The security arrangements were surreal, the idea being to smother protests with love. Manfred Schreiber, the chief of police, described the pre-Games security discussions, such as they were. He had 2,000 unarmed officers with no specialist training, and decided it would be best if they didn't enter the Village at all. In the event of any demos there were plans to shoot candy from Mardi Gras cannons, throw nets over protesters or have policewomen approach them brandishing bunches of flowers.
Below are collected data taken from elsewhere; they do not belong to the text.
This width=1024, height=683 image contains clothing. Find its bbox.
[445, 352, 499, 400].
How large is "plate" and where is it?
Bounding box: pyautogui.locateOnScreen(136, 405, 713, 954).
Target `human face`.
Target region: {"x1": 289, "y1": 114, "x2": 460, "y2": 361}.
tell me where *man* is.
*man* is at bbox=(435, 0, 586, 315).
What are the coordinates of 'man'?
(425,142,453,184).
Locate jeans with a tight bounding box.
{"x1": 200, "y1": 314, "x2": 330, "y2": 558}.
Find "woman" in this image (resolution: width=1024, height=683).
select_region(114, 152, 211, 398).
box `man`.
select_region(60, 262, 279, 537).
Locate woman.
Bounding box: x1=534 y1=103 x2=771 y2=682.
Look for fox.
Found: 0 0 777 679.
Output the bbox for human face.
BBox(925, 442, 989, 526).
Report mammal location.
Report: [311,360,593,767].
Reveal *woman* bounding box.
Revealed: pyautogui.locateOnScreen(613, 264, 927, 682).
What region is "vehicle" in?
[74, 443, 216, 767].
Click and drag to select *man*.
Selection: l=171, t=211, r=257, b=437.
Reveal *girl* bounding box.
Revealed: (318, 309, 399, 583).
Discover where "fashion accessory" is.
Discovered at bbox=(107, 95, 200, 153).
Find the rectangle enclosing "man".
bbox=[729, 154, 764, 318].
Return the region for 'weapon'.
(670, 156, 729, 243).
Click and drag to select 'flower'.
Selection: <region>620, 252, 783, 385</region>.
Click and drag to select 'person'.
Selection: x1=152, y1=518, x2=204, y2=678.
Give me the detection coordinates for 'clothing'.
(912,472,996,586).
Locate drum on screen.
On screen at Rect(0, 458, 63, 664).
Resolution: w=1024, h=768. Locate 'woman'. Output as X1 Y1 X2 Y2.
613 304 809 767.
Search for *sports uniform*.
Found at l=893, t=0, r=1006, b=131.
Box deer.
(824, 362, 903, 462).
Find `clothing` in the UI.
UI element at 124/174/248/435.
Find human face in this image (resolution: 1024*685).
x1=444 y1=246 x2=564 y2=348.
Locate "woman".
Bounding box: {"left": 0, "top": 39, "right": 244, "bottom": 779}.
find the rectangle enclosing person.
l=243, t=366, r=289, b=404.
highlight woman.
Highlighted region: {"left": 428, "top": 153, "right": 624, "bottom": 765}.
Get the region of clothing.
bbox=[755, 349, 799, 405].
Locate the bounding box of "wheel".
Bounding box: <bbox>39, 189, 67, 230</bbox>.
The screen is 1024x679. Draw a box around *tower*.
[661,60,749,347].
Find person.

Best of all was the scheme to assemble squads of Dachshund trained to surround protestors and bark at them, disarming them with laughter.

There had been a bit of joined-up thinking; police psychologists had prepared reports on how Palestinian terrorists operated but Manfred Schreiber was having none of it. "Shrinks are just a pain in the arse," he said.

There have been several TV documentaries, as well as the Oscar-winning One Day In September, so the police force's naivete and incompetence that led directly to the slaughter on the runway is familiar material by now. But the details like no police marksmen in the whole of Germany and the personal testimonies of the survivors and the bereaved, brought it to life.

They each had their own worst moment. For Ankie Spitzer it was seeing Andre at the window of the apartment talking to the police below with a gun to his head, "blind without his glasses and stripped of his clothes it's the most painful memory I have."

For Klaus Bechler, one of the helicopter pilots who took the terrorists and hostages to the airfield, there are several candidates for worst moment. There was seeing the Israelis coming off the bus, tied together with red rope "it was an awful picture, horrible" but that was exceeded when the shooting started and the terrorists began killing the hostages.

"I heard them screaming in my helicopter," he said. "There was one who wasn't dead yet. He kept on screaming. He screamed for a long time." The three surviving terrorists were shipped out to Tripoli and welcomed as heroes. The bereaved were compensated. In 2004.